Hi. My name is Tony Yu, and I am part of a piracy service known as Napster. I am a frequent user, an addict, if you may. I am one of 20 million users who shares music without proper consent of the artist or the music industry. The question that has befuddled the industry, representatives of Napster and the public, is the legality of this process. I say Why not?
(For all of you who arent with it, I will define the trite buzzwords that float around this issue.)
First, Napster- The former way that music thieves originally searched for songs was through chat rooms and choosing songs from a single server or list. The songs were then e-mailed, allowing the music thieves to download their precious booty they pilfered. The fault to this method is that you cant get the songs you want, but merely get the songs that you can get on that list from that particular server. Napster is a music community with free membership that allows members to share music files. Napster itself does not distribute any music files, or mp3s, nor actually has any mp3s in its system. It merely holds a constantly updated list of mp3s of each user and allows any user to access these files via search engine. In truth, Napster basically made searching for mp3s unbelievably easy.
Next, MP3- a file format which is ten times smaller than a CD audio file, while still retaining the same sound quality. With CD audio files, files that come standard on CDs, you can fit 15-20 tracks on a CD averaging about 3.5 minutes per song. With MP3s, you can fit up to 500 full songs on that same CD and still have the same quality. Though you cant actually listen to these MP3s on a conventional CD player, technology is moving to the direction of MP3 CD players.
The real core of the issue, however, is the cross over from MP3 to CD. The real pirates, armed with a CD-Burner drive, are those, who convert MP3s onto CDs and then sell the CDs. The angry metal band Metallica was more upset with this issue and used Napster as a scapegoat and the cause of this type of piracy. The question comes to mind Who would want to buy a copied CD that is accessible through the Internet? Stupid people. People who think they are getting a deal by buying copied CDs for half the price of retail. And the people who make these bootleg CDs? Hungry capitalists taking advantage of the so many suckers who buy CDs. The rest of us users are simply music lovers, who cant get enough music
.
I admit Im addicted to Napster simply because Im addicted to music. I used to listen to all my sisters tapes and spent every last cent on CDs because I could not get enough. Iաve made hundreds of tapes to listen to from the longest road trips, to trips to a market.
My music taste went from anywhere from the Beatles, to Prince, to the late great 2Pac Shakur and more.
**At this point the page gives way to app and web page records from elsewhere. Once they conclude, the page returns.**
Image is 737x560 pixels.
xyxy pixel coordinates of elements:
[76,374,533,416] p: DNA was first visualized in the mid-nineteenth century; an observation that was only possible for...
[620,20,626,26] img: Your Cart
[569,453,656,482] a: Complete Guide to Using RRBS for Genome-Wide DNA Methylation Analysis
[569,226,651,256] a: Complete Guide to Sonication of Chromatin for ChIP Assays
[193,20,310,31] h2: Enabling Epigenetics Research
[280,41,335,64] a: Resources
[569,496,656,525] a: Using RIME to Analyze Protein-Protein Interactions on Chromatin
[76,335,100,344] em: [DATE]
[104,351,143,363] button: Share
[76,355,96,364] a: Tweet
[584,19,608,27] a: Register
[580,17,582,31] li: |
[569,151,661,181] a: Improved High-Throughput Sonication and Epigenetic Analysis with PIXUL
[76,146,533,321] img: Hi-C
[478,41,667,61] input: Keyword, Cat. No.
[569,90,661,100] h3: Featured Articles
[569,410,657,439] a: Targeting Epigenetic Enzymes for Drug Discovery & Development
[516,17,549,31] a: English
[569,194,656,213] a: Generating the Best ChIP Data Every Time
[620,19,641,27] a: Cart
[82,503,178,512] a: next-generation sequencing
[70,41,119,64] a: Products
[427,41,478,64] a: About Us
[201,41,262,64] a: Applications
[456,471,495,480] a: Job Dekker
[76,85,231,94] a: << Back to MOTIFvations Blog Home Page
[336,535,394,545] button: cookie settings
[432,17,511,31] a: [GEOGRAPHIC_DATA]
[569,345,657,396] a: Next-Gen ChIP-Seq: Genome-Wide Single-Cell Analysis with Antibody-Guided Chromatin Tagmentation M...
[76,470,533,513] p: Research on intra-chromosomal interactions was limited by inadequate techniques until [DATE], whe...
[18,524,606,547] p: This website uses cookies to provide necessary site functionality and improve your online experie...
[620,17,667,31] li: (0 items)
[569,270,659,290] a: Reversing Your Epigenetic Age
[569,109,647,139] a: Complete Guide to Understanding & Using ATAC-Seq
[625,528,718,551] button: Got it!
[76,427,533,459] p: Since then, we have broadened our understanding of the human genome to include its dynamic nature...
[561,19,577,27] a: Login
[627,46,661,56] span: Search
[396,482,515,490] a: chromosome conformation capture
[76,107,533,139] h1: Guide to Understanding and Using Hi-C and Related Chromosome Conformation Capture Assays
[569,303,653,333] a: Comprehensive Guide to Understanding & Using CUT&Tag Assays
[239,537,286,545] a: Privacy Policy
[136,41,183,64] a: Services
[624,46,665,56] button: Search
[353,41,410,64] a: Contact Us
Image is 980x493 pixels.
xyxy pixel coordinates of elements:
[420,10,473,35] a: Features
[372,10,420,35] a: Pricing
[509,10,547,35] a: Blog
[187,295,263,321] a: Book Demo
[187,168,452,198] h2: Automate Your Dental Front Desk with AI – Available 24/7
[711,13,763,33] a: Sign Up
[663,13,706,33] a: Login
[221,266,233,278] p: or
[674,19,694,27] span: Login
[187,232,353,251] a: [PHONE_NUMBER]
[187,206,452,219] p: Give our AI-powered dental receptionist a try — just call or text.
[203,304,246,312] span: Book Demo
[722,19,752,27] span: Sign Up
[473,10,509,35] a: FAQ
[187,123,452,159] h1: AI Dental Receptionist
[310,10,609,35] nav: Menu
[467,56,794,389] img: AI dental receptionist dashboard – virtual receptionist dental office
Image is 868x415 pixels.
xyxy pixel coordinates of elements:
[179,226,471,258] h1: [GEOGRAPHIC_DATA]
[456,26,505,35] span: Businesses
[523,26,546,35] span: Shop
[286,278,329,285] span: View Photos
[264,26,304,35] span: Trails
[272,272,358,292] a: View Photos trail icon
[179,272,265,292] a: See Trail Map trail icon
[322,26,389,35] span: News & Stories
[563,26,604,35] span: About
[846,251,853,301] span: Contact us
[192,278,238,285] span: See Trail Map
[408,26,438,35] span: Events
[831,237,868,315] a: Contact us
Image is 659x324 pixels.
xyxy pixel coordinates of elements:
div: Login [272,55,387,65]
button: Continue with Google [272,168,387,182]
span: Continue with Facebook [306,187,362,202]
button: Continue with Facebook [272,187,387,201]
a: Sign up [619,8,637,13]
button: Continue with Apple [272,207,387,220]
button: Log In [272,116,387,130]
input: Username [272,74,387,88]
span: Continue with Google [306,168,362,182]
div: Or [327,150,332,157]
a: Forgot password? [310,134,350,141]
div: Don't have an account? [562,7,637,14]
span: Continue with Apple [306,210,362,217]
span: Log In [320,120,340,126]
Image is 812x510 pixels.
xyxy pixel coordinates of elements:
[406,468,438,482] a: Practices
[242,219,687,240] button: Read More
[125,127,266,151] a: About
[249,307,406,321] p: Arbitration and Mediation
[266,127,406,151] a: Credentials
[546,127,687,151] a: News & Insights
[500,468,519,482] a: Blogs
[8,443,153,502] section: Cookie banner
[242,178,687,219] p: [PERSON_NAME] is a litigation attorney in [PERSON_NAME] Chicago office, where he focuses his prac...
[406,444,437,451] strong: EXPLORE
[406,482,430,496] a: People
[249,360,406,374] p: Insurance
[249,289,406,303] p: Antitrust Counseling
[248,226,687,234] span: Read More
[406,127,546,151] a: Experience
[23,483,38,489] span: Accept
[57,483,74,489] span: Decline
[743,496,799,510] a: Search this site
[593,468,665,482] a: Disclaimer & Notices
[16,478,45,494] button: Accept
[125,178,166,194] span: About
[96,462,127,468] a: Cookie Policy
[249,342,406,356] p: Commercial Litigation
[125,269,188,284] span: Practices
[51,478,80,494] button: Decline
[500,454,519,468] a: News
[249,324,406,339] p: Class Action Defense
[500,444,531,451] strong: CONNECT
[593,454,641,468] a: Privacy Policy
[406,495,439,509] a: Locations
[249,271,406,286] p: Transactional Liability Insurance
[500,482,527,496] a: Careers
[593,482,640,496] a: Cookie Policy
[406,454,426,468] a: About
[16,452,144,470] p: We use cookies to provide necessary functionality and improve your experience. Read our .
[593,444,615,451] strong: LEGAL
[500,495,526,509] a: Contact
It was my passion and it also made huge dents in my savings. I have to admit that Napster, along with a new CD-Burner, did curbed my ridiculous spending on music, I still buy CDs that I find to be truly great. Albums that didnt have just one good hit, or CD mixes that present a certain flow or atmosphere while you crank it up on the freeway. These CDs that are truly worth purchasing, where downloading all fo the tracks would just eat up too much time or come out bad for some odd reason or another.
There are far worse piracies that go on over the internet that are unknown because they cannot equal the effieiency and popularity of Napster. People swap full-length movies and video games for all systems and people wil continue to do this. There is no true way of regulating the internet other than precautions and admonitions, and evenstill, pirate activities will always occur.
The best bet for the music industy would be to use Napster and MP3s as vehicle for distributing music for increasing popularity an demand for the artist and perhaps bringing back the days where an album was full of songs that were number one singles, and raise the quality of music albums in general, by eliminating those one-hit one good song albums.
And lastly, to report the shut down of Napster, has brought an inundation of users making their last 48 hours on Napster, a productive time period as the end of an era, but in reality, it is only the beginning.
Tony is a freshman at the University of California, Davis.